NY pharmacy shooting suspect pleads not guilty

MEDFORD, N.Y. (AP) - June 23, 2011

David Laffer, 33, was ordered held without bail. Suffolk County Assistant District Attorney John Collins called the shooting at Haven Drugs "the most cold-blooded robbery-homicide in Suffolk County history."

His defense attorney Mary Elizabeth Abbate argued for a reasonable bail.

Collins said investigators recovered a matching fingerprint at the crime scene, and they also recovered the.45-caliber gun believed to have been used in the shootings. The weapon was registered to Laffer, and was found disassembled in his home, authorities said.

His wife, Melinda Brady, was accused of driving him to the drug store before he walked in and started firing, officials said. He wore a fake beard, glasses, baseball hat and loose sweat shirt to disguise himself, they said.

Brady was hospitalized Thursday but police would not say why. She was charged with robbery and obstructing governmental administration, it's not clear when she would be arraigned. She told reporters earlier that "he did all of this" for her.

"He was doing it because he lost his job and I was sick," Brady said as she was led from Suffolk police headquarters in Yaphank early Thursday morning.

"He did it. He did all of this," Brady, 29, told reporters. She seemed addled and disheveled in an over-sized yellow T-shirt and black shorts.

Neither Laffer nor Brady had a previous criminal record.

Suffolk County Police Commissioner Richard Dormer that Laffer's name was also on a list at the pharmacy of people who had filled prescriptions in the past. The couple was high when they were arrested Wednesday, he said.

Police circulated surveillance photos of the gunman after the weekend shooting, and received more than 400 tips in an intense manhunt that ended Wednesday.

Laffer, who a few years ago proposed to his now-wife at a New York Islanders hockey game, said nothing as he was led from police headquarters Thursday wearing a bullet-proof vest.

He had two black eyes, injuries to forehead and nose, the result of his "resisting arrest," police said.

Laffer served in the Army from 1994 until 2002 and attained the rank of private first class, said Mark Edwards, a spokesman for the U.S. Army Human Resources Command in Fort Knox. While in the service, he worked as an intelligence analyst.

Friends and neighbors said they did not believe Laffer, whom they described as polite and friendly, was the shooters. They said if there were drug problems, they did not see it. He lived at his family's home in Medford with his mother, Pam, and his wife.

According to their wedding announcement, Laffer and his future wife met while they were out to dinner with mutual friends, and he proposed to her at an Islanders game. Next-door neighbor Trish Bohlert attended the wedding and said Laffer was always friendly.

"Something must have made him snap, because his personality, I can't picture him robbing a store, much less hurt people," she said.

Zaida Ayala, a longtime neighbor, said Laffer is "a guy that I feel comfortable with, a guy that I could be out, 1 o'clock in the morning in my backyard, and he could be in his backyard and I wouldn't run inside and go get my husband."

She said she does not believe he is the shooter.

"You could give me a million dollars to pick somebody and he would be the last person I would've picked," she said.

His Facebook page showed he was interested in weapons and science fiction. He lists himself as a fan of the conspiracy-based science fiction drama "Dark Skies" and the Spike TV show "Deadliest Warrior." He also lists Springfield XD, a type of pistol, among his interests.

The shootings happened Sunday at about 10:20 a.m. inside Haven Drugs, a pharmacy in a small cluster of medical offices in Medford, about 60 miles east of New York City.

Everyone in the pharmacy at the time of the robbery was killed. The victims were identified as two employees, pharmacist Raymond Ferguson, 45, of Centereach, and store clerk Jennifer Mejia, 17, of East Patchogue, and two customers, Bryon Sheffield, 71, of Medford, and Jamie Taccetta, a 33-year-old woman from Farmingville.

"We know this arrest won't bring back Raymond, Jennifer, Bryon and Jamie, but we're hoping this will provide some sense of closure to the victims' families," Dormer said. "And that this provides piece of my mind to the community."

It was the worst mass killing in Suffolk County since 1974, when a man shot six relatives to death in Amityville, a crime that spawned horror films and a book after the family's home was said to be haunted.

At the pharmacy, about a mile and a half away from the Laffer home, bouquets of fresh flowers, and stuffed animals lined the shuttered storefront. A sign read, "closed until further notice."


#### [THE TASK]
Lines with "Upload": pull these out of the listing below.

#### [DATA IN THIS EXERCISE]
/---

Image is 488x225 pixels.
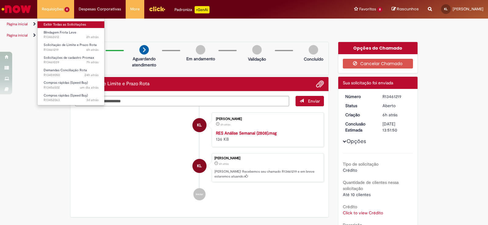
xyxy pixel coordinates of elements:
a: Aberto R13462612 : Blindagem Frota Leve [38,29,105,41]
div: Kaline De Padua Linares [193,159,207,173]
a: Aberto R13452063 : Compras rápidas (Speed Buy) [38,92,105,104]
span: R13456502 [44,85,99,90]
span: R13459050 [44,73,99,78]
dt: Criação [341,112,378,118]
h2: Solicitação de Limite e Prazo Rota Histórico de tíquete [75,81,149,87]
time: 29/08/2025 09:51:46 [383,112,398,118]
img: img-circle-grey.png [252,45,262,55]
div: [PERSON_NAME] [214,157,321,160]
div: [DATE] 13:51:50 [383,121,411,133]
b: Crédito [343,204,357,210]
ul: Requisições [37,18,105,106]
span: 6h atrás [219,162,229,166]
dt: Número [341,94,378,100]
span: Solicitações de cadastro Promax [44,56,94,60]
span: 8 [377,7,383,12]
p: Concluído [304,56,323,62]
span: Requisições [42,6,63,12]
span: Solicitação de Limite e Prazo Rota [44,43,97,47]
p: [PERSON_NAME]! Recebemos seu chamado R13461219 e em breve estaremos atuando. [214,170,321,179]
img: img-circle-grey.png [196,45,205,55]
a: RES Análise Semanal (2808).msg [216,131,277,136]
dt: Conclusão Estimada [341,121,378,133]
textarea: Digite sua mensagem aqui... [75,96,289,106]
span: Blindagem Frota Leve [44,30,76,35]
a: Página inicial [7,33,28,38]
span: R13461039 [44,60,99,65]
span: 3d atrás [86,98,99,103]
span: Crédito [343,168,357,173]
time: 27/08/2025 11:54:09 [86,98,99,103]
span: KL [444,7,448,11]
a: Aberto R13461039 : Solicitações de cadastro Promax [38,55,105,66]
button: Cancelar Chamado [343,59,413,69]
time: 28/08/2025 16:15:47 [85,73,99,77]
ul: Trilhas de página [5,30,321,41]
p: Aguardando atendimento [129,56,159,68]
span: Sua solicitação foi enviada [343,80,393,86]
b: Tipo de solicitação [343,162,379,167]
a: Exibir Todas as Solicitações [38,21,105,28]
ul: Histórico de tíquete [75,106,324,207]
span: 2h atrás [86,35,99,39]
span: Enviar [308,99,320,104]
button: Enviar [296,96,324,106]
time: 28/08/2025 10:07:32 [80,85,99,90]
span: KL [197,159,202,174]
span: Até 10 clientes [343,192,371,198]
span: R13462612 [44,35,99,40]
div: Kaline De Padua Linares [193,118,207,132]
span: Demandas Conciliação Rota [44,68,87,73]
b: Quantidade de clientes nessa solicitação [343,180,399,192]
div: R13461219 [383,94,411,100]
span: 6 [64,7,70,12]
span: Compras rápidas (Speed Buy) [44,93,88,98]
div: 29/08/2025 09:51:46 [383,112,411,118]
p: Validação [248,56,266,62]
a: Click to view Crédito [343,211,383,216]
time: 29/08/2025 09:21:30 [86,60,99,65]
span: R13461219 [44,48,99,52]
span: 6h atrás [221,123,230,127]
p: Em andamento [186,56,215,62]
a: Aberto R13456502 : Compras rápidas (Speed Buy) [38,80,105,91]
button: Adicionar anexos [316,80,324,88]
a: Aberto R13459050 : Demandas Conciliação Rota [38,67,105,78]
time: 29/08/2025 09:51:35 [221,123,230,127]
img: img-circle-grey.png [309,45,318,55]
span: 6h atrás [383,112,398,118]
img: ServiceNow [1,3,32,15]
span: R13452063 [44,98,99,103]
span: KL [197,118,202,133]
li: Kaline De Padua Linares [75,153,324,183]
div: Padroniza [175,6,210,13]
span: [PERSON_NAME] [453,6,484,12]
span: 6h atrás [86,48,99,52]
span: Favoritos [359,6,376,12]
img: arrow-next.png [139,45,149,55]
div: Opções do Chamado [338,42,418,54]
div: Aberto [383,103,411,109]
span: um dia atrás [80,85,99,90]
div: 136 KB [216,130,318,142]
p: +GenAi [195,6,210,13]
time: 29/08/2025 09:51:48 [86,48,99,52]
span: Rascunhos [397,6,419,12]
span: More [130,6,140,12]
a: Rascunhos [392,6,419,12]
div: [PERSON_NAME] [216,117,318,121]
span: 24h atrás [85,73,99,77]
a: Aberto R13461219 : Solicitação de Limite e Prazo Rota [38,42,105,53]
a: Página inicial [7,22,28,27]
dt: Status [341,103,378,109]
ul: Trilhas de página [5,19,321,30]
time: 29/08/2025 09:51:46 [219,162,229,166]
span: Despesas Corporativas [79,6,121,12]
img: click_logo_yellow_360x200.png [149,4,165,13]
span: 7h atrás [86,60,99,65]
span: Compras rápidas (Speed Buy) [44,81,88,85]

\---
/---

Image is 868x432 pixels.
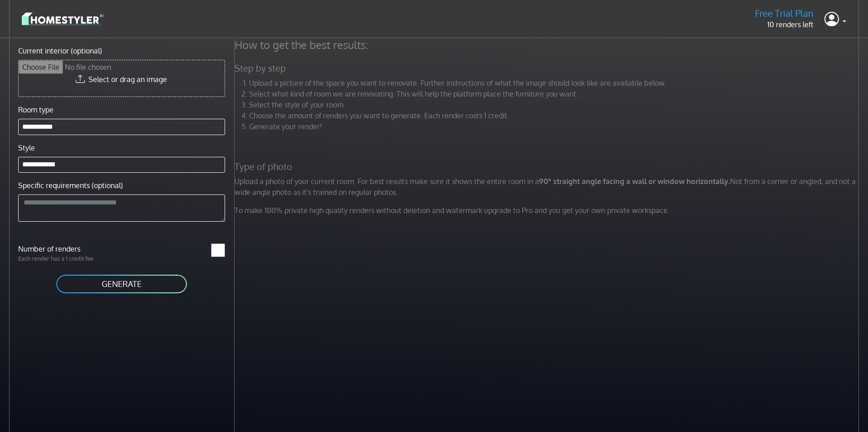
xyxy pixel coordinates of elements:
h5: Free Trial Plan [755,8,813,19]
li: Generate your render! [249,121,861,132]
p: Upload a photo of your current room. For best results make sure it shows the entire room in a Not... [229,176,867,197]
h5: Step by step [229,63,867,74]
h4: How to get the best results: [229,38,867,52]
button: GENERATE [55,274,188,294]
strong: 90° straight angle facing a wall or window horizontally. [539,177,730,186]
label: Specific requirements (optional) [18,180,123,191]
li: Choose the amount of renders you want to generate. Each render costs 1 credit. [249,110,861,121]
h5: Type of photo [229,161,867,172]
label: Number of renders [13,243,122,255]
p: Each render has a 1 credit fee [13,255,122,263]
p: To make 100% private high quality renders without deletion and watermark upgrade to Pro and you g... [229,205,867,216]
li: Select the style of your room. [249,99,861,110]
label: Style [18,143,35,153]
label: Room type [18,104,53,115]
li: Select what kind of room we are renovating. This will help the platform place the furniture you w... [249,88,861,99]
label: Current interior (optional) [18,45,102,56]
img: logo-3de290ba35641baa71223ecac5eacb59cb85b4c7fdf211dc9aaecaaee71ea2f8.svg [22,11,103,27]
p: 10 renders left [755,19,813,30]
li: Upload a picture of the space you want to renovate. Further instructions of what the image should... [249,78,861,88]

\---

#### [EXERCISE OUTPUT]
p: Upload a photo of your current room. For best results make sure it shows the entire room in a Not... [229,176,867,197]
li: Upload a picture of the space you want to renovate. Further instructions of what the image should... [249,78,861,88]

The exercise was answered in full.